Millvale has made news in recent years for its flooding, but yesterday Democrats there gushed over former President Bill Clinton on the first of four small-town campaign stops as he skipped across the state in the run-up to tomorrow's Pennsylvania primary.

The morning's political service in what was once a Catholic church and is now a concert hall known as Mr. Small's drew more than 300 of the Clinton faithful who left singing his, and his wife's, praises after just a 12-minute speech. He spent almost as much time shaking hands and signing autographs afterward as he moved slowly toward a side exit.

"Just awesome," said Johnna Zacharias of Etna, after hearing the former president give a standard stump speech in which he established Hillary Rodham Clinton's Pennsylvania bona fides -- the Scranton birth and the family's Penn State University football team connections -- touched on all the health care and economic buttons, and chided unnamed "elitists" for saying Hillary can't win.

"When I see him I feel he's presidential, dynamic," said Ms. Zacharias as she put together a handful of "Hillary" yard signs she'd just been given outside the club. "And she has the ability to make a good world for my kids, so they can go to college and have a better life."

Ed Wirkowski, a Millvale councilman and retired Pittsburgh policeman who said he was part of a police detail that guarded Mr. Clinton when he visited Pittsburgh in the early 1990s, said he is a Hillary supporter even though she and Sen. Barack Obama have similar positions on most issues.

"They're almost the same," Mr. Wirkowski said. "The big thing is that we need a Democrat in the White House, though I don't know if one is better than the other. I think she has more experience."

Frank Galioto, a Millvale insurance broker, said Mrs. Clinton had "lowered the boom" on Mr. Obama in Wednesday's debate and that it showed he was too young and inexperienced to be president.

"I got the feeling the Republicans would make soup meat out of him," Mr. Galioto said. "He's running for a very important position and I think some number of voters may be reluctant to vote for him. If he [Obama] is nominated I'll vote for McCain."

Donna Kurzawski, who along with her 11-year-old daughter, Camille, shook hands with the former president, said seeing him clinched her vote.

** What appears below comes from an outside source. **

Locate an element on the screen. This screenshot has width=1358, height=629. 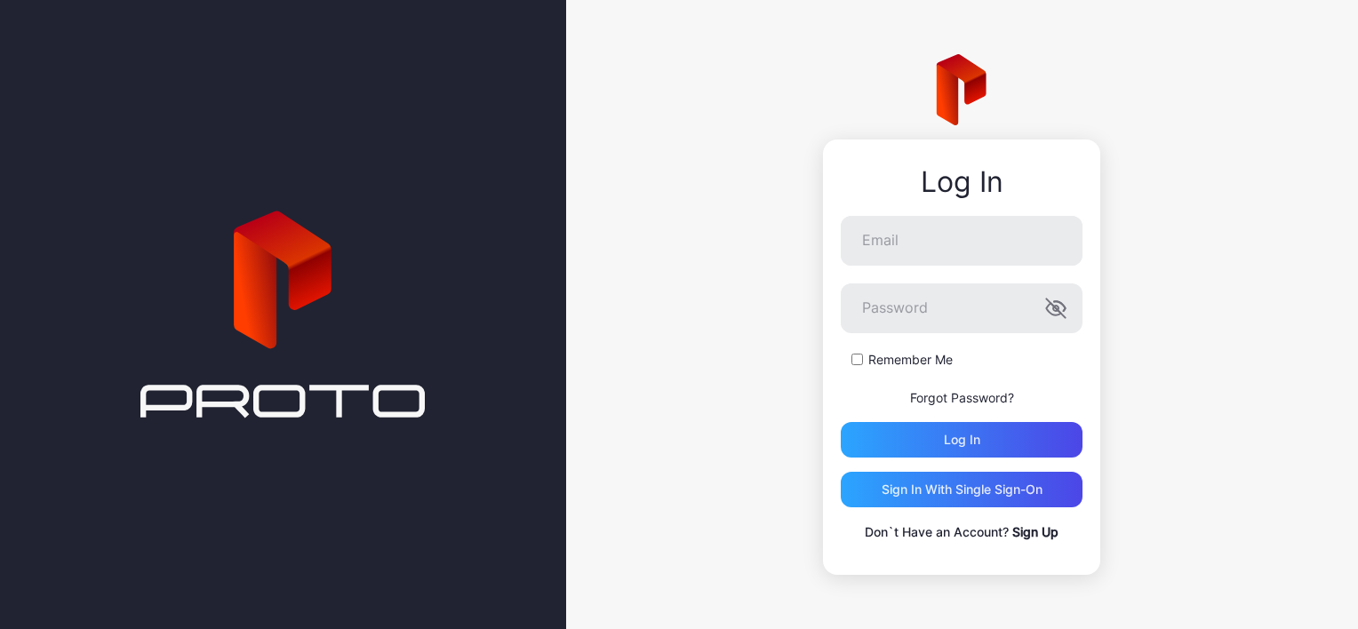
a: Forgot Password? is located at coordinates (962, 397).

"I'd been going back and forth, but what he said about the economy and her position on health care is important," Mrs. Kurzawski said. "And the war, ending it, is high on my list too."

"I think it's really neat to have a woman running," said Camille Kurzawski. "She's the first to get this far. I'm a supporter."

As he was about to climb into a car to leave, the former president stopped, then slipped across the street to plant a kiss on the right cheek of May Mayhugh, who was sitting on her porch.

"He asked how I was and I said I've been very sick. He gave me a hug and kissed me right here on the cheek," said Ms. Mayhugh, 85, who said she is a registered Democrat, and would be making it to the polls Tuesday despite a recent stroke. "I'm not going to wash that cheek for a while."